**What the task requires**
Every picture should be left out, but the lines below must be repeated exactly.

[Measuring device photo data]
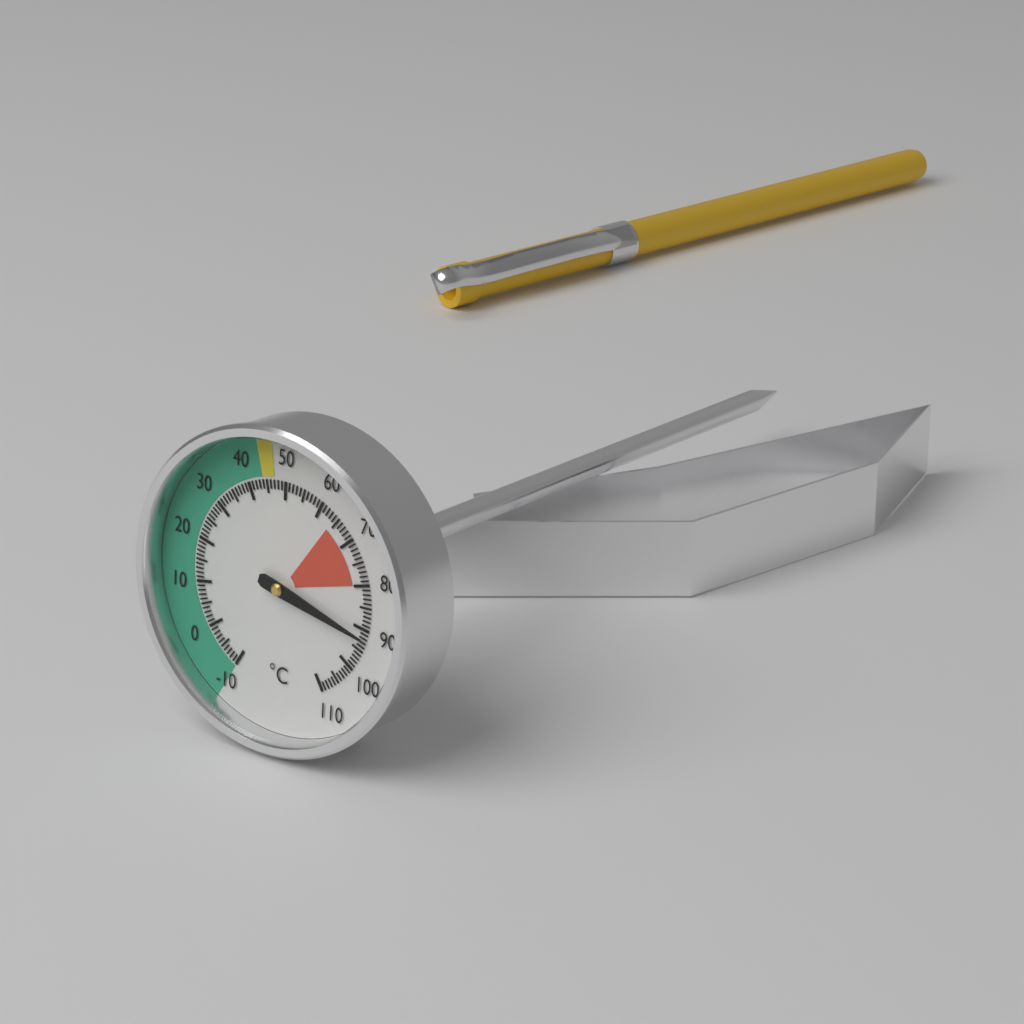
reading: 92 °C
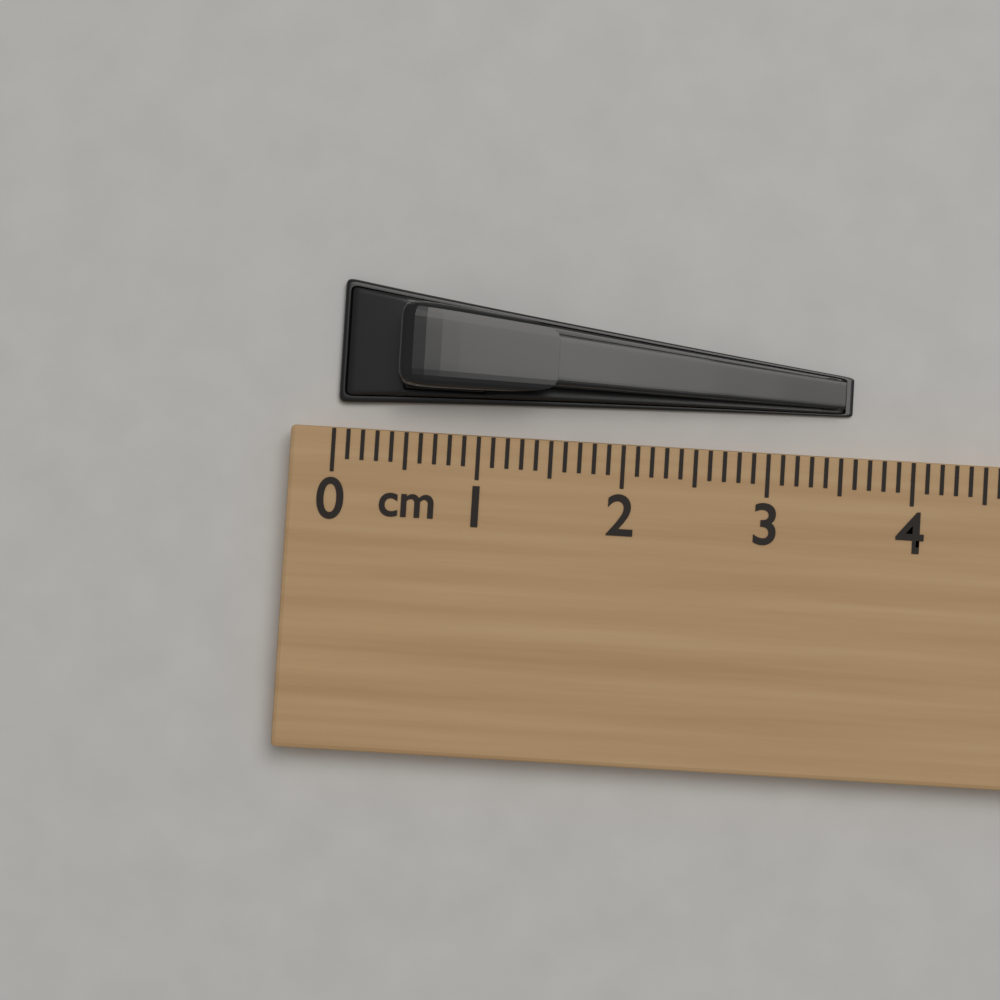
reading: 3.6 cm
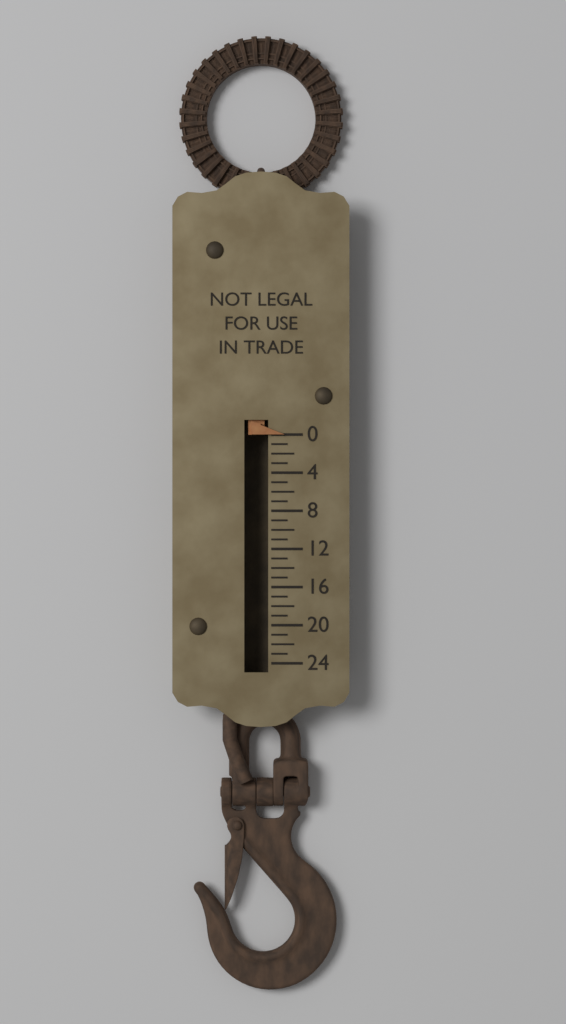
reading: 0 (no unit)
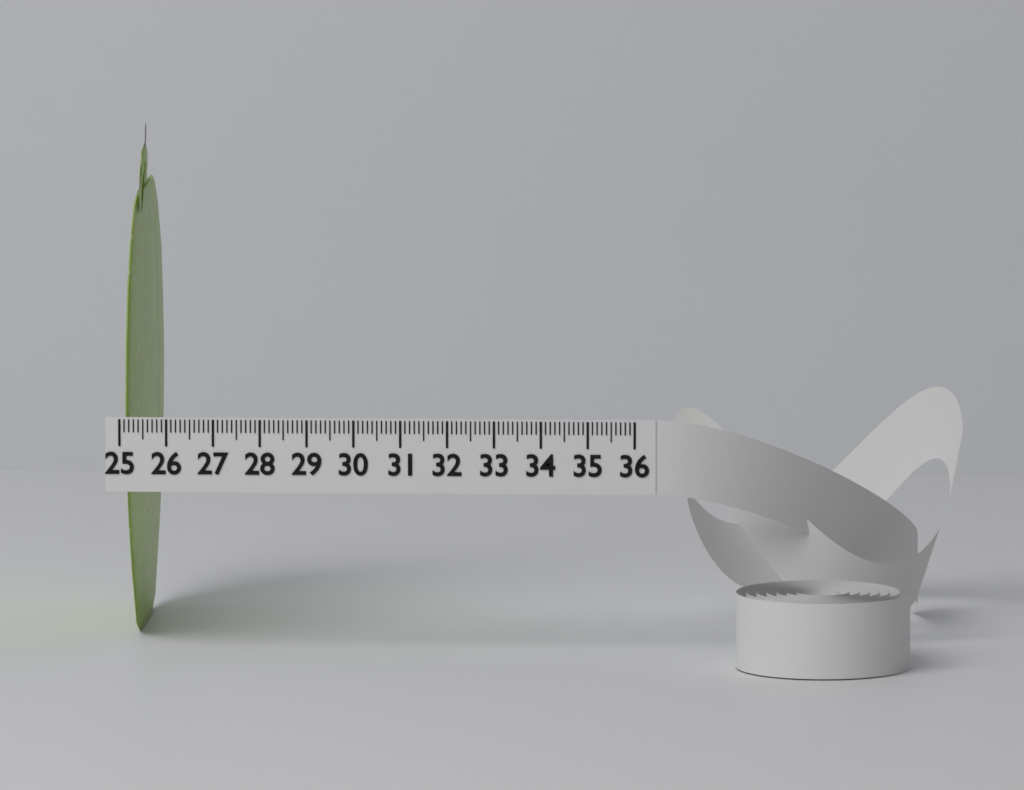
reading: 25.3 (no unit)
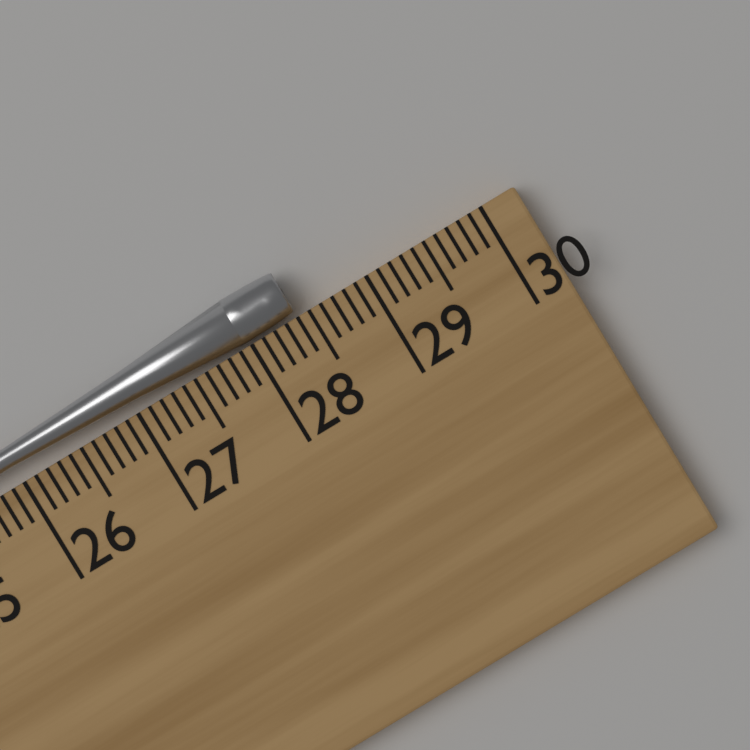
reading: 28.4 cm
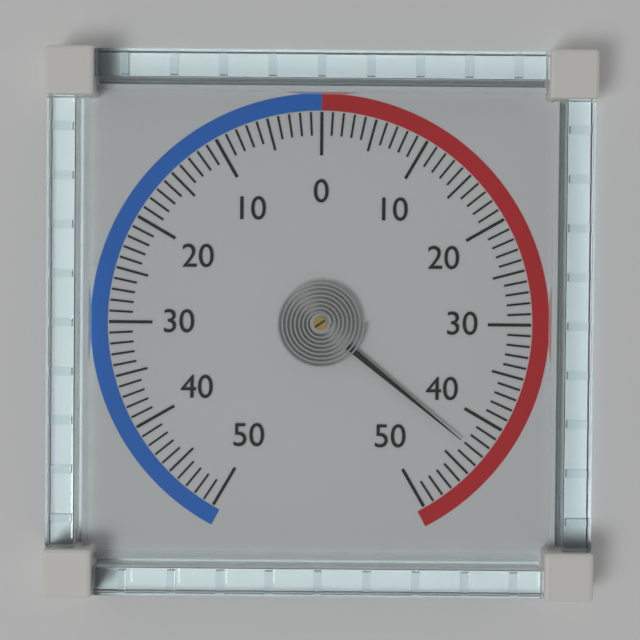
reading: 43 (no unit)
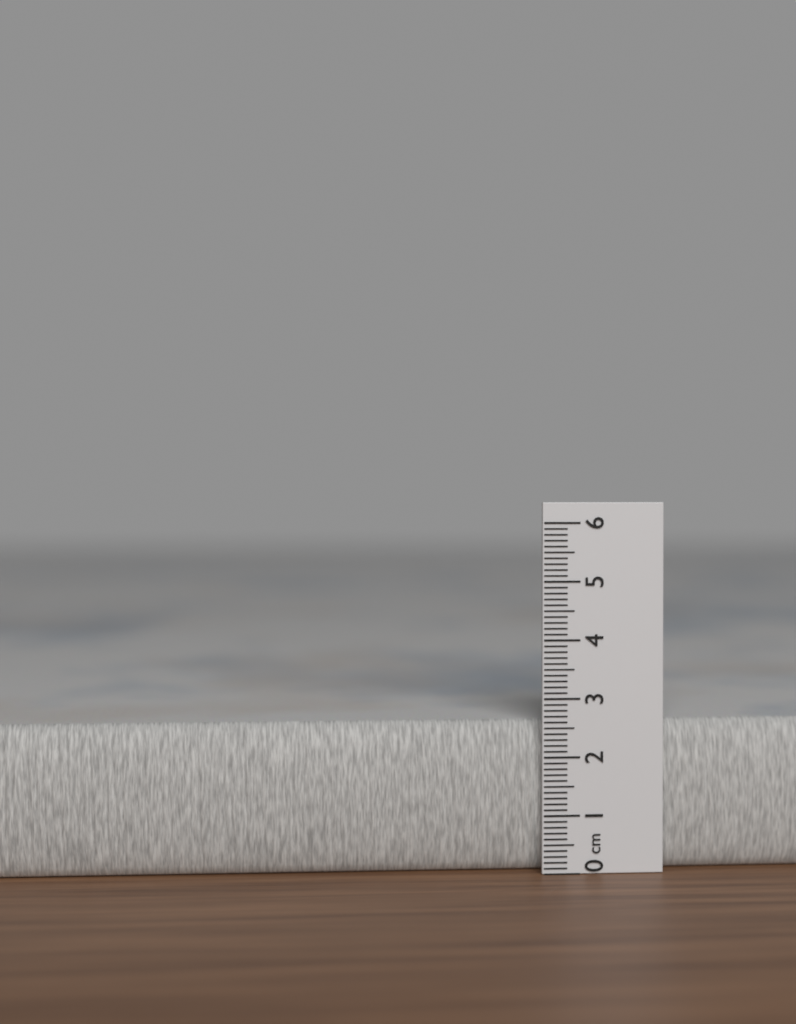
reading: 2.6 cm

**Expected output**
reading: 92 °C
reading: 3.6 cm
reading: 0 (no unit)
reading: 25.3 (no unit)
reading: 28.4 cm
reading: 43 (no unit)
reading: 2.6 cm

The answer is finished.